Eddie had learned a lot of new signs in the past few months, but the two he used most were HUNGRY – moving his hand up and down his tummy – and crossing his hands over his heart when he was finished. That meant LOVE.
~
And then, just when Jo and Eddie had everything just the way they liked it, Pete wrecked it by losing his job. He wouldn't tell her what happened, but luckily he'd got a year's redundancy money so the mortgage was covered. It was all very awkward: Pete really didn't know what to do with himself outside the office. He and Eddie were practically strangers: he was clueless about babies and Jo didn't even like to leave them alone together in case Pete absentmindedly fed Eddie a button to choke on, or let him play with scissors or a knife. Pete spent all his time lying on the sofa, “jobhunting” on his iPhone, but she got the odd glimpse of the screen when bringing him snacks, and she was pretty sure Ashley Madison wasn't a recruitment agency.
She started banning Pete from the kitchen at mealtimes, because instead of sitting quietly in his chair Eddie would stare and stare at his father, then start to cry. He seemed to know that finger-feeding wasn't something Daddy would understand. Soon Eddie learned his first word: “No!” He shouted it whenever Pete came near him, tapping his forehead with his thumb in fright as he made the sign for DADDY. Jo tried sending Pete out on missions to the library, the job centre, even the pub; she tried trips to the playground so Pete and Eddie could get to know each other, but neither of them seemed particularly interested in making friends. It sounded absurd, but if she had to name the feeling between them, the first word that popped into her head was … rivalry.
~
One night she was feeding Eddie in the living room while she ate her own dinner – a juicy steak-and-kidney pie – for a bit of variety. Pete had fallen asleep on the sofa in front of Top Gear so couldn't object. She gave Eddie about five minutes of finger, then on a whim sliced off a tiny fragment of meat from the end of her pie. She was pretty sure his teeth were starting to come in – she could feel the rough nobbly shapes of incisors sleeping under his gums – so he might be able to do something with it. He ate the first piece eagerly, then made the sign for MORE. She fed him another, then another; larger and larger pieces. He ground them up and bolted them down. He finished the whole pie. Was this what he'd been waiting for all along?
He tapped the fingers of his strong fat hands together. MORE.
MORE MUMMY. MORE.
She shook her head no, offered him a finger instead. His face screwed up as he prepared to cry. “There isn't any more, sweetie,” she said helplessly. “We're all out of meat.”
“No!” said Eddie. “No! No!” And he pointed at Pete's snoring body on the sofa. And then he pointed at the sharp steak-knife in her hand. He was signing something frantically, willing her to understand. HUNGRY. MORE. DADDY. DRINK. EAT.

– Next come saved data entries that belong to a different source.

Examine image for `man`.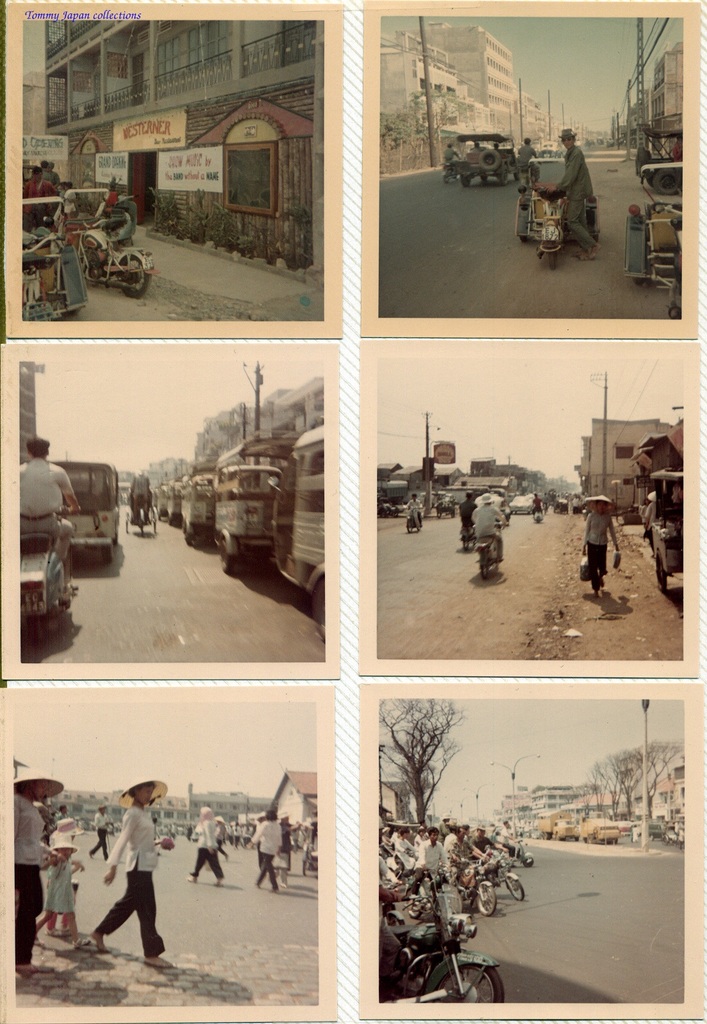
Examination result: bbox(548, 123, 606, 264).
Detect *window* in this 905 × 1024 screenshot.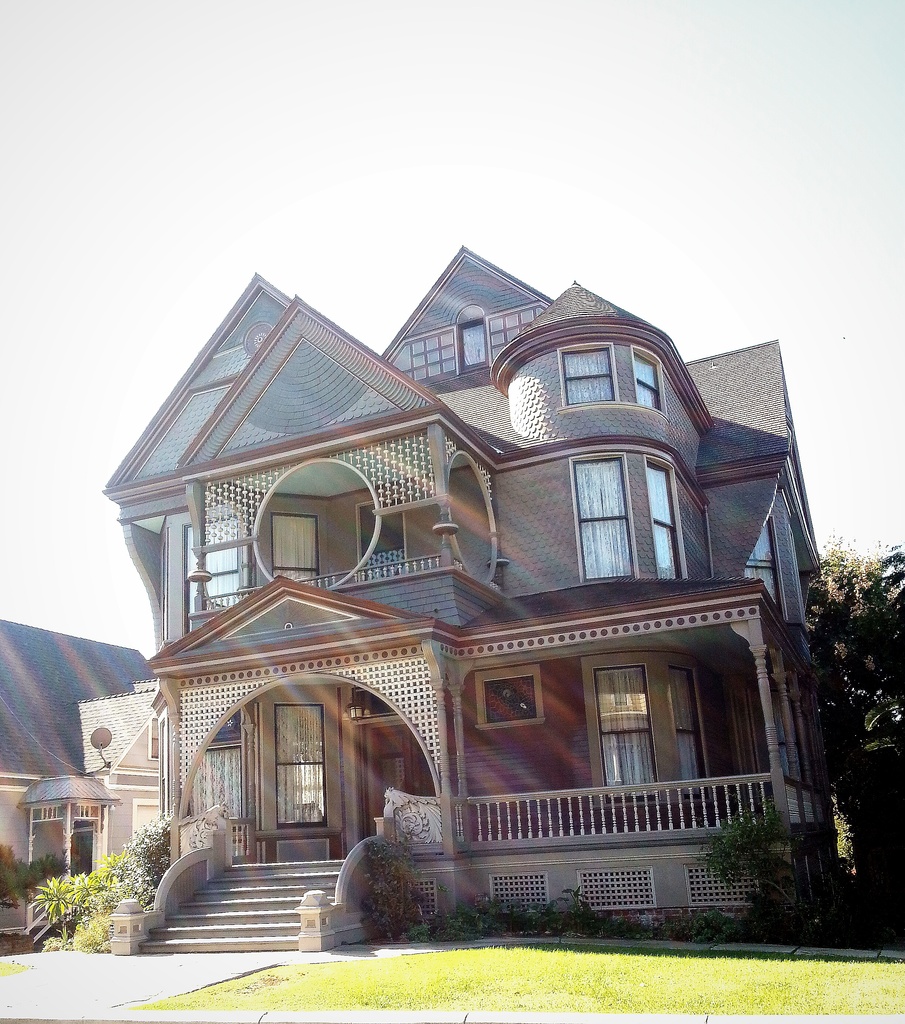
Detection: box=[593, 660, 653, 786].
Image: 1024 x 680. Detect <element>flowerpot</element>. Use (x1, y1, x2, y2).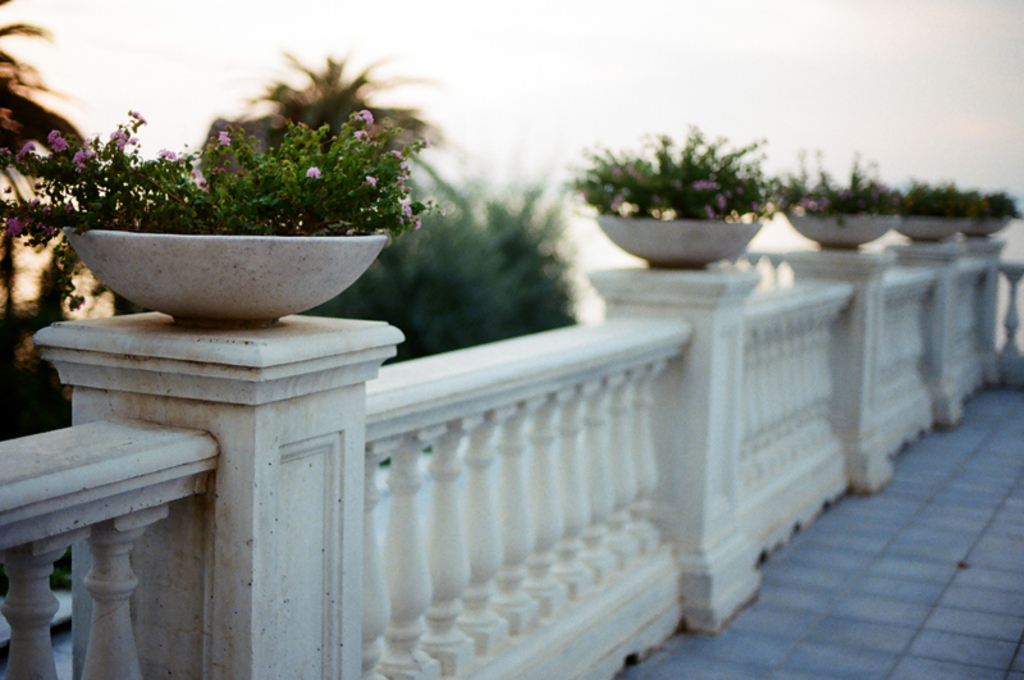
(781, 214, 904, 247).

“What do you mean?” she said. “What do you want, sweetie?”
DADDY. EAT. DADDY. EAT.
“Daddy's eaten already. He's full.”
“No! No!” His huge brown eyes, hungry, full of need and love. Her little boy. Her man.
EAT. DADDY.
She glanced across at the spreadeagled figure. EAT DADDY.
“OK darling,” she smiled softly, “I'll just get a new bib.”
(c) J. A. Hopper, 2015
J. A. Hopper is new to motherhood and less new to writing, with a dozen stories in print and online. She's wondering when she'll go back to having story ideas not involving babies.
Elizabeth Bower (left) trained at Warwick University and Mountview. She plays Aunt Corey in the new interactive BBC comedy Secret Life of Boys and has appeared in Silent Witness, Casualty, Trollied and My Family. She regularly narrates audiobooks for Penguin, including MJ Arlidge's DI Helen Grace series.